Peptides are short informational polymers made up of amino acids. They are increasingly viewed as building blocks to form discrete nanoscale objects, and/or self-assemble into nanostructured materials. With 20 naturally occurring amino acids, there is a large sequence and structural solution space for design and manufacture of peptide-based functional materials. Therefore, we carried out fundamental studies to extend our understanding of sequence-to-structure relationships in proteins, and potentially provide materials for applications in bionanotechnology.
Related to this research avenue, Dr David Wibowo was awarded a competitive Early Career Researcher Grant by Griffith Institute for Drug Discovery (only awarded four annually). The grant will be used to develop innovative synthesis techniques to produce core-shell hybrid materials tailored for oral delivery of chemotherapy drugs. This will be achieved by combining bioengineering to produce biopolymers displaying functional peptides with bio-inspired chemical engineering to construct inorganics, leading to the formation of multifunctional inorganic shells that coat drug-loaded biopolymers.

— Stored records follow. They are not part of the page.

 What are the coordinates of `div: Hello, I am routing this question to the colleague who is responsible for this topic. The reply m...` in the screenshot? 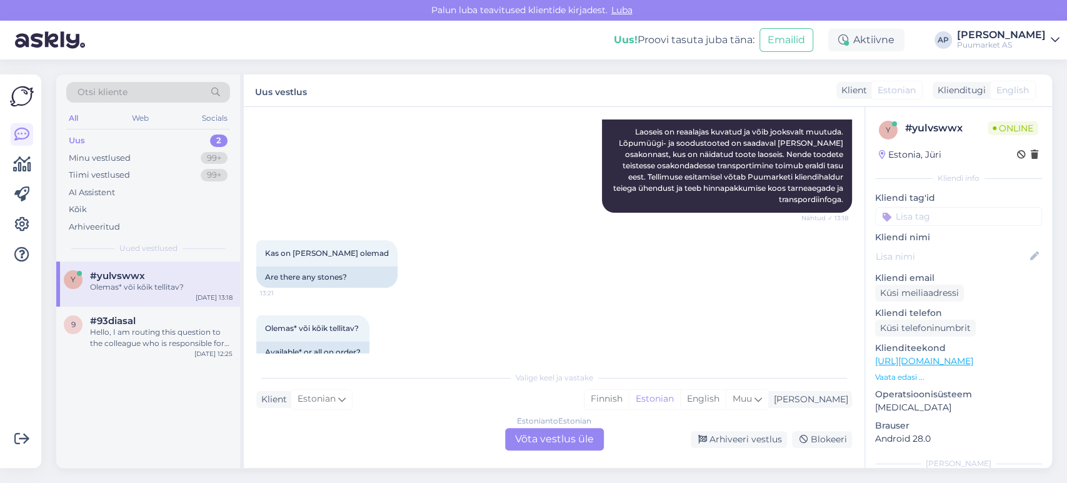 It's located at (161, 338).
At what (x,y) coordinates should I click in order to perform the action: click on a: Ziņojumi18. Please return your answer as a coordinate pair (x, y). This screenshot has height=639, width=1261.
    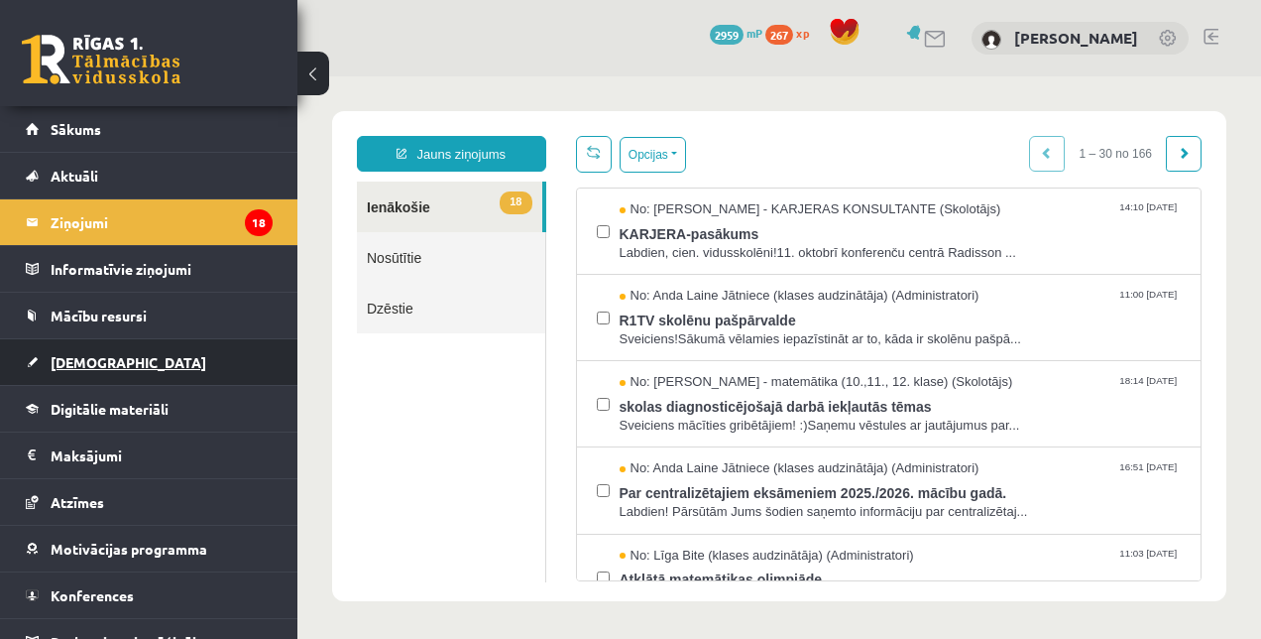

Overview of the project is explained in the 3-minute video as follow.
Selected publications:
We aim to achieve scalable and sustainable manufacturing processes of functional biomaterials through integrated biomolecular and bioprocess engineering. By engineering microbial cell factories, we produced high-quality bio-based products, including particulate biopolymers for use as therapeutic carriers (1), antimicrobial pexiganan (2-4), biosurfactants for stabilisation of emulsions and foams (5), protein antigens for vaccines (6), and hyaluronan for wound healing (7).
Selected publications:
Our oil-core silica-shell hybrid nanoparticles were demonstrated able to encapsulate poorly-water-soluble pesticides, achieving high loading capacity, cargo-protection ability, and sustained-release properties (1-3). The capacity of these nanoparticles to release the encapsulated pesticidies in a sustained manner led to their use as effective delivery systems for eliminating termite colonies in both laboratory settings (3) and field trials (1).
Selected publications:
We aim to understand how physicochemical properties of our novel nanoparticles influence the nanoparticles' delivery performances toward tumours and cancer cells. In this regards, the physicochemical properties we investigated included materials that composed the nanoparticles (i.e. lipid, polymer and inorganics), as well as surface chemistries (i.e. passive- and active targeting) (4-6), drug-loading capacities (2) and stiffnesses (1, 3, 4) of the nanoparticles.